Sixty gun ports are indicated in three tiers. The armament was already missing in 1858. The small beakhead has a polychromed figure of Mercury with a winged helmet as a figurehead. The stern has a round tuck and a hollow counter pierced with four gun ports. The taffrail has two storeys and is ornamented with carvings of leafwork and animal figures and bears the coat of arms of Zeeland and of the city of Middelburg. The quarter galleries, decorated with carvings of foliage, are small, angled and closed. Below the stern a straight, square-headed rudder is indicated, and a steering wheel is fitted on the quarterdeck. The model has three anchors, a galley, one capstan, two pumps and a ship’s bell. The sheer rises towards both ends. The model has two double wales and one sheer rail. The hull is round and painted white below the waterline. The ship has a three-masted rig with all its sails. It has round mast caps and a lateen yard with a half mizzen.
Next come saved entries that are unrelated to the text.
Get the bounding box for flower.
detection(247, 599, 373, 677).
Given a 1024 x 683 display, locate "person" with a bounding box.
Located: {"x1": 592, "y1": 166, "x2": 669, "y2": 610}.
The tuck of this model evidently has a transitory shape from a square to a round tuck, somewhat blunter than the round tuck because the fashion timbers are not yet cant timbers. Apparently this was a typical Zeeland feature in the early eighteenth century.
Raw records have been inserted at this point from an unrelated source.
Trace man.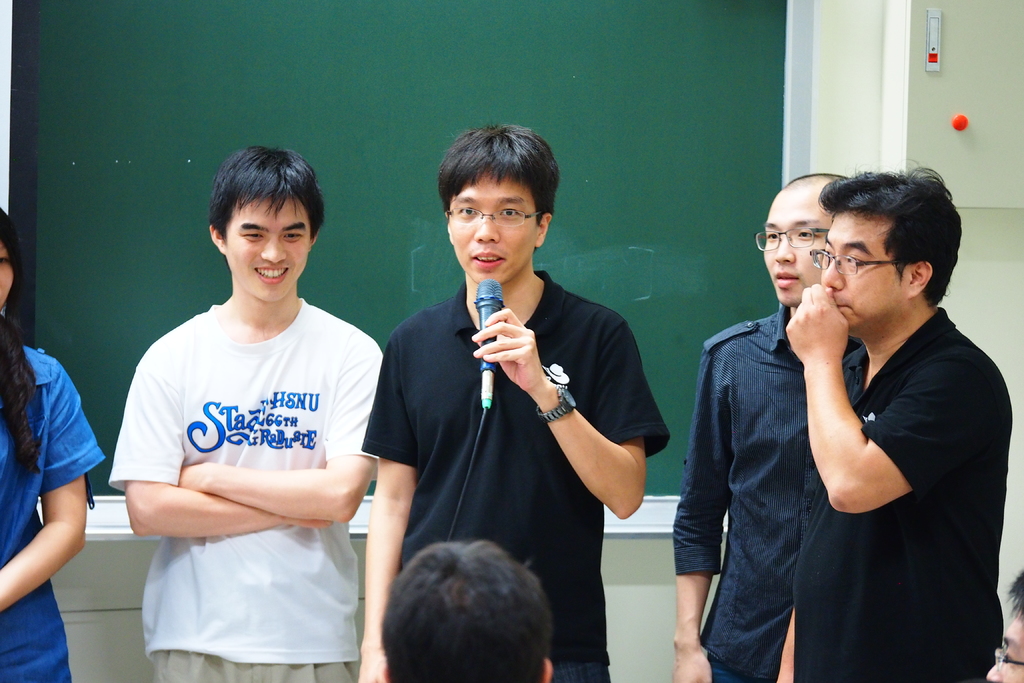
Traced to <bbox>348, 113, 668, 682</bbox>.
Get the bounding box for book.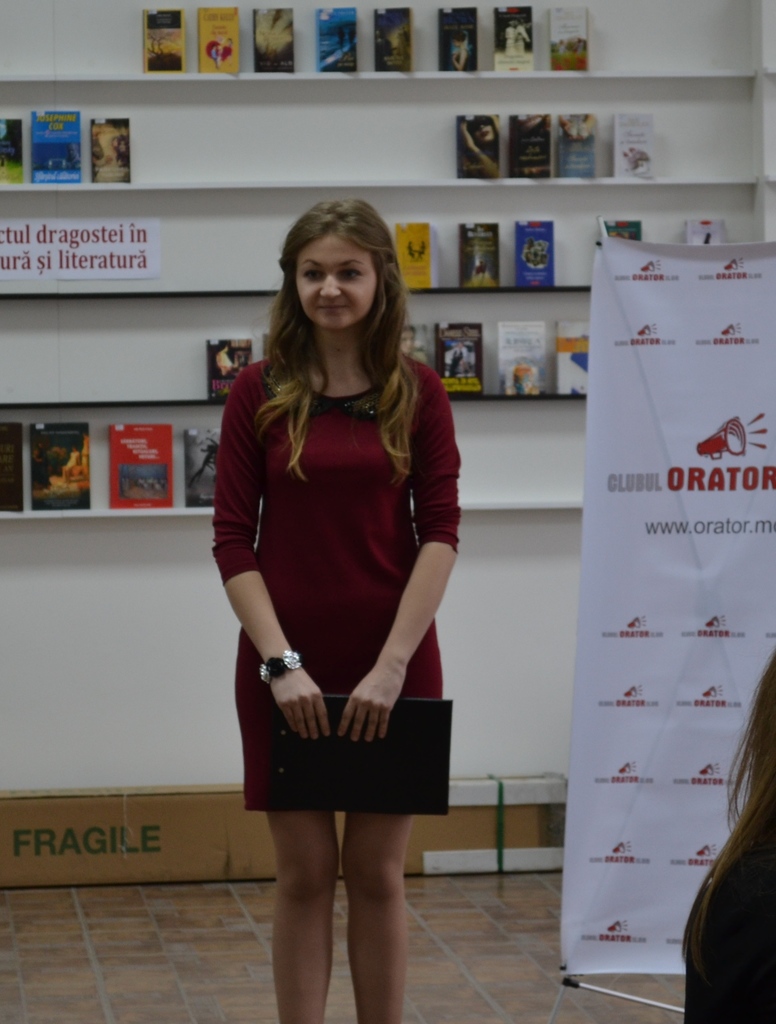
BBox(438, 326, 487, 399).
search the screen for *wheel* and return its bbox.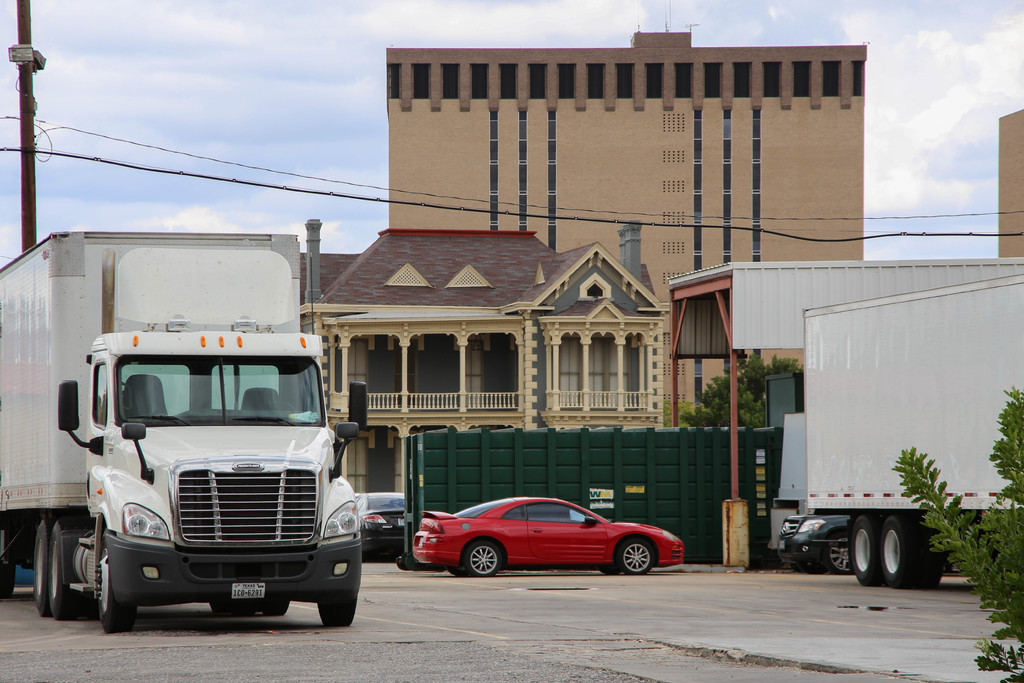
Found: (263, 403, 292, 410).
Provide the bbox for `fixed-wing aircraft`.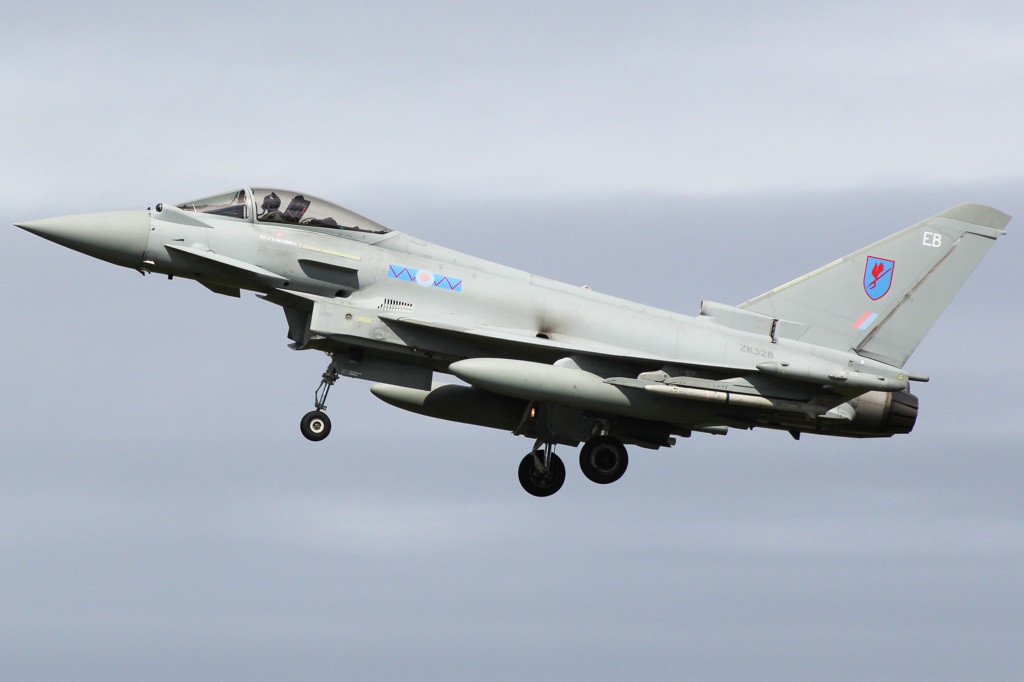
Rect(14, 187, 1014, 499).
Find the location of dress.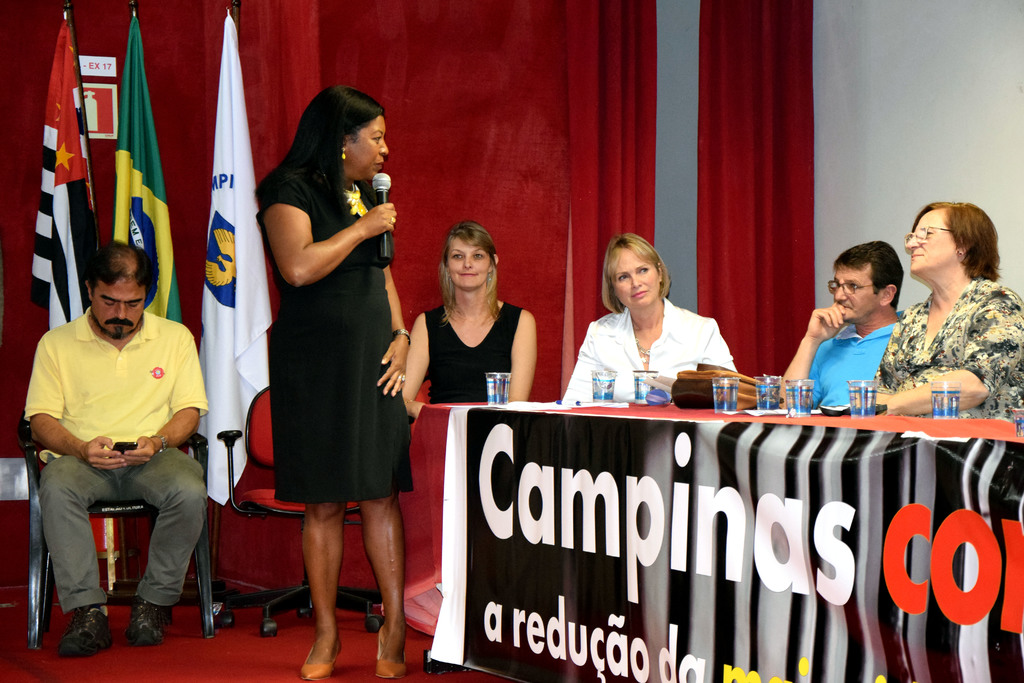
Location: left=255, top=163, right=416, bottom=500.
No Merkurius of 1747 of the Dutch East India Company is known to have existed. The model was a show model in the Oost-Indisch Huis in Middelburg until it was transferred from the Department of the Treasury to the Department of the Navy in January 1849.4 It was in a bad state and was first restored by model maker Petrus van der Loo (1806-1864) in Rotterdam. The rigging was revised in 1913.
Scale unknown.
J.M. Obreen, Catalogus der verzameling modellen van het Departement van Marine, The Hague 1858, no. 652; A. Loosjes, ‘De gebouwen der Oost-Indische Compagnie’, Buiten (1918), pp. 130-31, 154-55, 186-88, 201-03, 292-96, 304-07, 344-47, 448-54, 460-64, p. 451; L.G. Carr Laughton, Old Ship Figure-Heads and Sterns, London/New York 1925, p. 174, fig. d; P. de Roo de la Faille, ‘De gebouwen der Oostindische Compagnie’, Oudheidkundig Jaarboek 8 (1928), pp. 3-133, pp. 69-70; R. van Luttervelt, Oude schepen / Old Ships, Amsterdam 1957, nos. 22-23, 25; G.H.P. de Jonge, De Zeelandia (m 53). Verslag van het onderzoek naar de achtergrond van het scheepsmodel Zeelandia in het Maritiem Museum ‘Prins Hendrik’ te Rotterdam, s.l. 1986; K. Zandvliet et al., The Dutch Encounter with Asia 1600-1950, exh. cat. Amsterdam (Rijksmuseum) 2002, no. 82; R. Daalder and E. Spits, Schepen van de Gouden Eeuw, Zutphen 2005, pp. 83-90
J. van der Vliet, 2016, 'anonymous, Model of a 58-Gun Dutch East Indiaman, Middelburg, 1747', in J. van der Vliet and A. Lemmers (eds.), Navy Models in the Rijksmuseum, online coll. cat. Amsterdam: hdl.handle.net/10934/RM0001.COLLECT.244467
(accessed 10 November 2024 05:00:51).